Young American Black Man Changed by Serving in Africa
AKOT, Sudan—Jermaine Edwards throws his shirt over his shoulder and jumps into the dancing, following the rhythm of the drums.
“I just couldn’t hold it in anymore,” he says during a break from the jumping. “… just had to get out there and move.”
Edwards, a missionary with IMB, is in the middle of a Dinka cattle camp celebration. Hundreds of cattle camps are scattered throughout the southern Sudan landscape and are used as bases for cattle keepers in search of water. During the day the cattle are moved to the river or nearest water source. At night the cattle keepers drive the cattle by foot back to the camp, where each cow is staked to the ground for the night.
This celebration is to honor Edwards and his missionary colleagues, though the Dinka dance often to just have fun. The youth jump backwards to the beat of a drum in a competition to see who can leap the highest.
As Edwards continues jumping, the women and men on the outskirts of the group point and laugh at his attempts. Despite this teasing, the camp has accepted him.
Edwards, a 26-year-old black [man] from Cleveland, Ohio, has lighter skin than the Dinka, whose skin is extremely dark even by African standards.
The day before, as the sun set on the cattle camp, the dung smoke used to keep away mosquitoes and other bugs, hung heavily in the sky. Edwards easily joked with the Dinka warriors and cattle keepers as he moved through the camp looking at the cattle.
At first they were curious about him, thinking he was from Uganda or Kenya, but once he started speaking Dinka, explaining he is from America, they knew he was different and warmly welcomed him into the camp.
“The Dinka open up to him,” says one of Edwards’ supervisors,[ed.] who has worked in southern Sudan for nine years.
“There are [few] black Americans going to Africa,” says Edwards, who’s serving a two-year journeyman term with IMB. “I was like, ‘Cool, I’m all for going to Sudan.’ I wanted to go where they need help the most. Plus, who doesn’t want to go to the motherland to find out where your people come from?”
His friends thought he was crazy, but he was convinced Sudan was where God wanted him.
Edwards, who attended Cuyahoga Community College in Cleveland, talks about his friends back home keeping him informed on all the new musicians and videos coming out. “I used to be going crazy over new music artists, but that’s not me anymore,” he says. “I’ve got more concerns now -- feeding starving people, the fighting, people getting shot for no reason, and trying to change the hearts of these people.”
Edwards, a member of Mt. Calvary Baptist Church in Cleveland, says the reason he came to Africa was to “serve God in a major way.”
God has definitely used him. In one instance, a local pastor was falsely accused of a crime, and with Edwards’ help, he was freed. When the pastor left the jail, he said he had shared the stories of Jesus told to him by Edwards, and the prisoners wanted to know more.
“We have nothing to do with what happens out here,” Edwards says. “It’s all God.”
He and the pastor now try to visit the prisoners weekly, together sharing the Gospel.
Edwards also passionately shares stories from the Bible with the Dinka cattle keepers.
The rough guys intently listen, following Edwards’ every gesture. During the next couple of months, Edwards plans to return to the camp and stay for several days at a time.
Later, as he strolls through the camp, a young Dinka cattle keeper grabs Edwards by the hand. He proudly shows Edwards his big cow with long, sculpted horns.
“One on one with the Dinka is cool,” Edwards says.
At the camp, Edwards uses all the Dinka words he knows to talk with the young cattlemen. The cattle camp guys have gotten used to the shorter, lighter-skinned black [man] walking among their cattle.
Edwards says eventually “they let me into their lives and I get to see who the Dinka people really are. My skin color does help. Africans have two ways of living, public and private. I get to see both.”
IMB missionaries like Edwards are funded through the Cooperative Program and the Lottie Moon Christmas Offering for International Missions. For avenues of giving and other ways to get involved, visit imb.org.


→ Work task:
What the task needs is every record repeated exactly, nothing more.

→ Data:
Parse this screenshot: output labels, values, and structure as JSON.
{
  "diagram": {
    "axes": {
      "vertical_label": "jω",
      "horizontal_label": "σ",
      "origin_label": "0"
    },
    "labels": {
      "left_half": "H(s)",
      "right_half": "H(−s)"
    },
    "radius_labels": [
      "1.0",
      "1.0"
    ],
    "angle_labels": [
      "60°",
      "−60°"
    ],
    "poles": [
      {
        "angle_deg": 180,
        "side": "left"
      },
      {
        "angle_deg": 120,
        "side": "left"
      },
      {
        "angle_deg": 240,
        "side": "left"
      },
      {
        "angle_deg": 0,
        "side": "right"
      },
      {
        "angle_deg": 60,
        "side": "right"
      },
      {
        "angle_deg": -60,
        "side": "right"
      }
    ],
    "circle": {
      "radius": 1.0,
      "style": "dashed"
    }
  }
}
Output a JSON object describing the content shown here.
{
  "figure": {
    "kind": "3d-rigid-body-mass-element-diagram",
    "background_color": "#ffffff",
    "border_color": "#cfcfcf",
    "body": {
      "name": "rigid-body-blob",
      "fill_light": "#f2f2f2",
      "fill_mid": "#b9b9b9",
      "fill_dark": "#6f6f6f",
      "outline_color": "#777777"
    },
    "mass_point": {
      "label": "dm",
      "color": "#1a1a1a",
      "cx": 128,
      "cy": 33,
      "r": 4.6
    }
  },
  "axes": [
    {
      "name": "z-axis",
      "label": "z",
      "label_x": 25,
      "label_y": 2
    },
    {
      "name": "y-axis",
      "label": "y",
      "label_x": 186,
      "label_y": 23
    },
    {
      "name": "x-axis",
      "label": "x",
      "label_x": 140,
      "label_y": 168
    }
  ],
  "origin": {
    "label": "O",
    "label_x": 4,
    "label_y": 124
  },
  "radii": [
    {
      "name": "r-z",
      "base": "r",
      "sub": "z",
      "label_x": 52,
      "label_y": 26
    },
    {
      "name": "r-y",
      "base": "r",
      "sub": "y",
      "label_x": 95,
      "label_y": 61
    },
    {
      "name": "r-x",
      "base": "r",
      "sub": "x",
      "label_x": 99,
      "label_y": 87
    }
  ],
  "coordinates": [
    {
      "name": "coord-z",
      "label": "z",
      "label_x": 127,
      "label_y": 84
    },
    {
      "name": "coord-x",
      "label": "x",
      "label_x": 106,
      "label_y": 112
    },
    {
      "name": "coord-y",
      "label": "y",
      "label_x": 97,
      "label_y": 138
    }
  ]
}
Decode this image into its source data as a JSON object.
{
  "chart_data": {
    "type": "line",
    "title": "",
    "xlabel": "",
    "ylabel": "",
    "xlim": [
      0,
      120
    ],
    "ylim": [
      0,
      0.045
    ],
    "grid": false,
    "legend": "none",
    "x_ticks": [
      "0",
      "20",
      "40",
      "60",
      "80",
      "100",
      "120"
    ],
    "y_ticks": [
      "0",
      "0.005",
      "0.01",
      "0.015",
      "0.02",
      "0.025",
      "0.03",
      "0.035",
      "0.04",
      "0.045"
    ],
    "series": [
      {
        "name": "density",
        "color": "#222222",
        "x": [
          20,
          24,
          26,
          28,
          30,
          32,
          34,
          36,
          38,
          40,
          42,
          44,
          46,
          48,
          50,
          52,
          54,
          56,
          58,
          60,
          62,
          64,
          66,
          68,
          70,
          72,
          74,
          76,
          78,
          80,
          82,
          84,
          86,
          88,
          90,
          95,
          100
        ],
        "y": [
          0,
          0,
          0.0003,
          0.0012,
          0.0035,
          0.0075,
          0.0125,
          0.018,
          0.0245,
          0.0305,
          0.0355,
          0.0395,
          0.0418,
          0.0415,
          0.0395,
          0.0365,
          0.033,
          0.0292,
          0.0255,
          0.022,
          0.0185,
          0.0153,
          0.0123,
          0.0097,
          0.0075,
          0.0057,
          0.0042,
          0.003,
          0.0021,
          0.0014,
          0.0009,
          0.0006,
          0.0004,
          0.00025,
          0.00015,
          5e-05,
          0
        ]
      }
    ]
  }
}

→ Final answer:
Parse this screenshot: output labels, values, and structure as JSON.
{
  "diagram": {
    "axes": {
      "vertical_label": "jω",
      "horizontal_label": "σ",
      "origin_label": "0"
    },
    "labels": {
      "left_half": "H(s)",
      "right_half": "H(−s)"
    },
    "radius_labels": [
      "1.0",
      "1.0"
    ],
    "angle_labels": [
      "60°",
      "−60°"
    ],
    "poles": [
      {
        "angle_deg": 180,
        "side": "left"
      },
      {
        "angle_deg": 120,
        "side": "left"
      },
      {
        "angle_deg": 240,
        "side": "left"
      },
      {
        "angle_deg": 0,
        "side": "right"
      },
      {
        "angle_deg": 60,
        "side": "right"
      },
      {
        "angle_deg": -60,
        "side": "right"
      }
    ],
    "circle": {
      "radius": 1.0,
      "style": "dashed"
    }
  }
}
Output a JSON object describing the content shown here.
{
  "figure": {
    "kind": "3d-rigid-body-mass-element-diagram",
    "background_color": "#ffffff",
    "border_color": "#cfcfcf",
    "body": {
      "name": "rigid-body-blob",
      "fill_light": "#f2f2f2",
      "fill_mid": "#b9b9b9",
      "fill_dark": "#6f6f6f",
      "outline_color": "#777777"
    },
    "mass_point": {
      "label": "dm",
      "color": "#1a1a1a",
      "cx": 128,
      "cy": 33,
      "r": 4.6
    }
  },
  "axes": [
    {
      "name": "z-axis",
      "label": "z",
      "label_x": 25,
      "label_y": 2
    },
    {
      "name": "y-axis",
      "label": "y",
      "label_x": 186,
      "label_y": 23
    },
    {
      "name": "x-axis",
      "label": "x",
      "label_x": 140,
      "label_y": 168
    }
  ],
  "origin": {
    "label": "O",
    "label_x": 4,
    "label_y": 124
  },
  "radii": [
    {
      "name": "r-z",
      "base": "r",
      "sub": "z",
      "label_x": 52,
      "label_y": 26
    },
    {
      "name": "r-y",
      "base": "r",
      "sub": "y",
      "label_x": 95,
      "label_y": 61
    },
    {
      "name": "r-x",
      "base": "r",
      "sub": "x",
      "label_x": 99,
      "label_y": 87
    }
  ],
  "coordinates": [
    {
      "name": "coord-z",
      "label": "z",
      "label_x": 127,
      "label_y": 84
    },
    {
      "name": "coord-x",
      "label": "x",
      "label_x": 106,
      "label_y": 112
    },
    {
      "name": "coord-y",
      "label": "y",
      "label_x": 97,
      "label_y": 138
    }
  ]
}
Decode this image into its source data as a JSON object.
{
  "chart_data": {
    "type": "line",
    "title": "",
    "xlabel": "",
    "ylabel": "",
    "xlim": [
      0,
      120
    ],
    "ylim": [
      0,
      0.045
    ],
    "grid": false,
    "legend": "none",
    "x_ticks": [
      "0",
      "20",
      "40",
      "60",
      "80",
      "100",
      "120"
    ],
    "y_ticks": [
      "0",
      "0.005",
      "0.01",
      "0.015",
      "0.02",
      "0.025",
      "0.03",
      "0.035",
      "0.04",
      "0.045"
    ],
    "series": [
      {
        "name": "density",
        "color": "#222222",
        "x": [
          20,
          24,
          26,
          28,
          30,
          32,
          34,
          36,
          38,
          40,
          42,
          44,
          46,
          48,
          50,
          52,
          54,
          56,
          58,
          60,
          62,
          64,
          66,
          68,
          70,
          72,
          74,
          76,
          78,
          80,
          82,
          84,
          86,
          88,
          90,
          95,
          100
        ],
        "y": [
          0,
          0,
          0.0003,
          0.0012,
          0.0035,
          0.0075,
          0.0125,
          0.018,
          0.0245,
          0.0305,
          0.0355,
          0.0395,
          0.0418,
          0.0415,
          0.0395,
          0.0365,
          0.033,
          0.0292,
          0.0255,
          0.022,
          0.0185,
          0.0153,
          0.0123,
          0.0097,
          0.0075,
          0.0057,
          0.0042,
          0.003,
          0.0021,
          0.0014,
          0.0009,
          0.0006,
          0.0004,
          0.00025,
          0.00015,
          5e-05,
          0
        ]
      }
    ]
  }
}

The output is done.